AFTER all the noise and light of bonfire night and diwali celebrations, as the plaintive Armistice Day notes of the Last Post die away it’s time to get out into the damp woods and soak up the sights and sounds of nature’s most spectacular fireworks show of the year.

NATURE’S FIREWORKS: autumnal hues PICTURE: Sue Craigs Erwin

For this fortnight in mid-November our woodlands are at their finest, clothed in a glorious array of yellow, gold and russet hues before the bright colours begin to fade and a spate of windy weather strips the branches bare.

It’s at this time of the year that our beech woods come into their full glory, with the gold and yellow foliage standing out against the wrinkled textures of the bark and littering paths in a riot of wonderful tints.

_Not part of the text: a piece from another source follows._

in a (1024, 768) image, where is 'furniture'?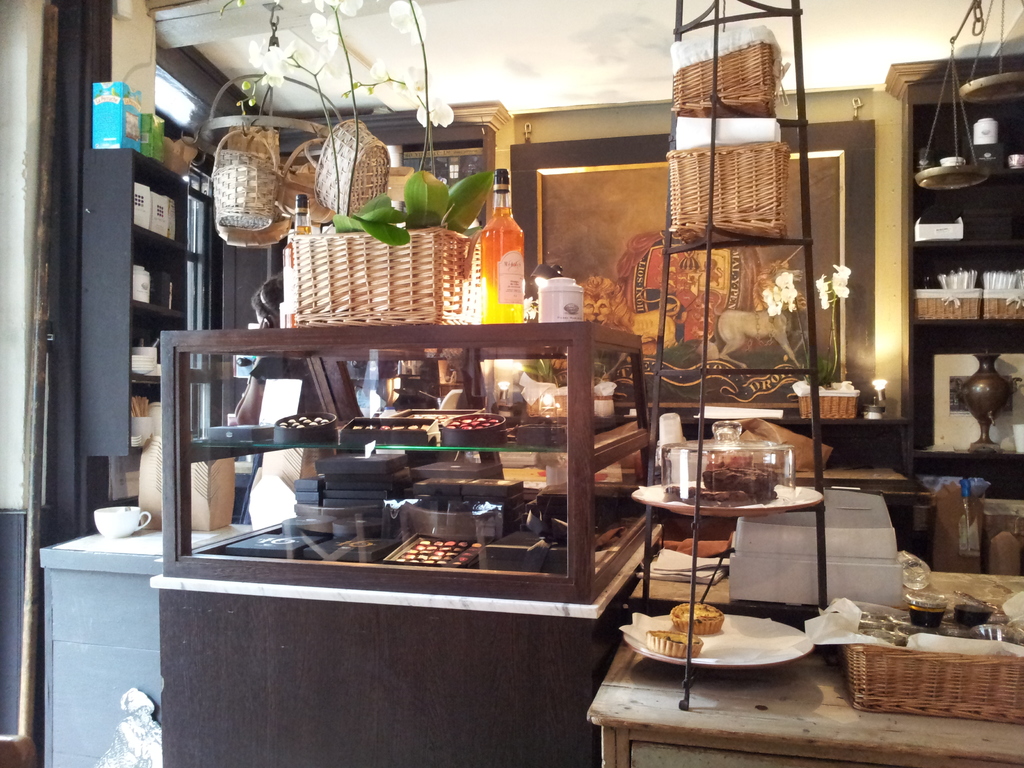
40, 0, 1023, 767.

TEXTURE CONTRASTS: bark and leaves PICTURE: Sue Craigs Erwin

Mosses, lichens and intriguing fungi begin to disappear among the leaf litter, while youngsters and puppies rustle along the paths and more curious souls perhaps try to spot the difference between the leaves of the oak, hazel, birch or field maple.

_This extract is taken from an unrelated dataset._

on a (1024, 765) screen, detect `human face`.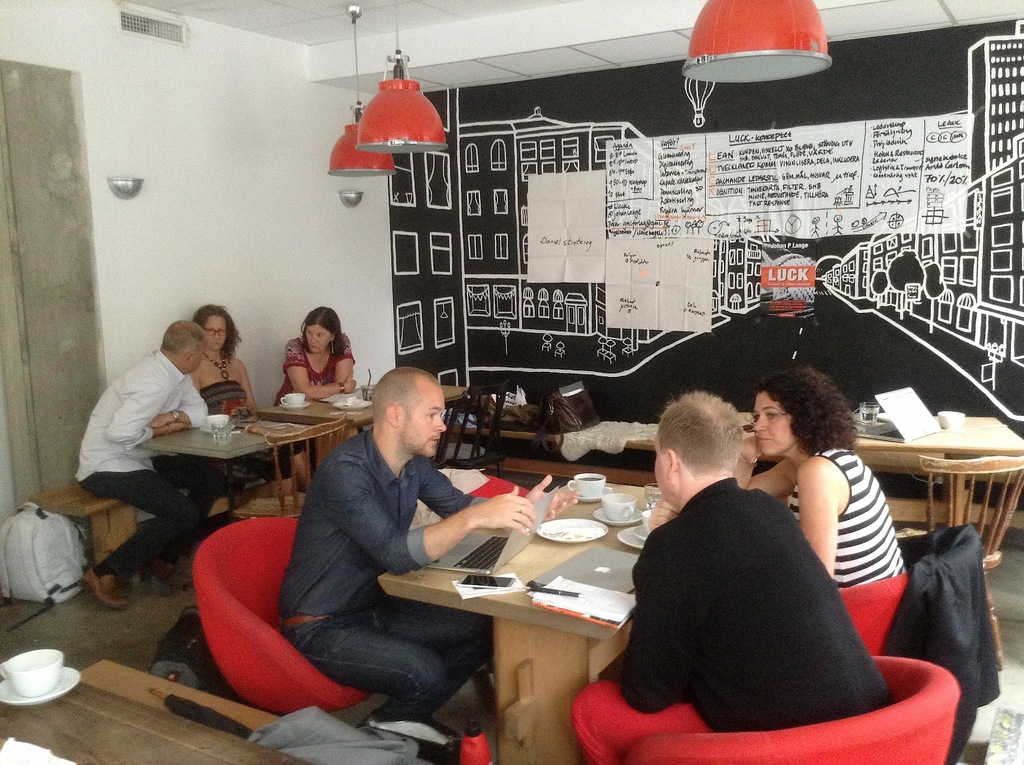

Is that a lime or hornbeam, elm, larch or sycamore? Even if leaf fall occurs earlier than usual, as in 2010, 2015 and 2020 when there was a sudden rush of colour at the end of October, some foliage may still last till late November or even December.

COLOUR CURTAIN: dozens of shades PICTURE: Gel Murphy

Of course when it comes the realisation that autumn colours are gone and the leaves are bare is always a sombre moment. But for now, it’s time to make the most of that glorious fireworks display, when even on a cloudy day the trees themselves seem to be radiating light and dozens of different shades of colour delight the senses.

TUESDAY, NOVEMBER 12

AFTER so many dark, dank, dreary November days, clearer skies and plummeting temperatures can offer a dramatic change of perspective.

FIRE IN THE SKY: a dramatic sunrise PICTURE: Sue Craigs Erwin

And what better way of boosting our spirits than watching the sun come up?

In a world where staring at our mobile phones takes a huge toll on our physical and mental health, escaping into nature to watch the sun rise can be a transformative experience, helping to boost our mood and immune systems, not to mention inspiring us with a feeling of awe and helping us to see the world in a different light.

DIFFERENT LIGHT: the view at dawn PICTURE: Sue Craigs Erwin

Sunlight is good for our soul, they say: and perhaps setting the alarm a little earlier could be just the boost we need to help banish those November blues.

WEDNESDAY NOVEMBER 13

WHEN the skies finally clear of mirk and smirr, there’s no sight more cheering than a red kite soaring on the thermals against a deep blue sky.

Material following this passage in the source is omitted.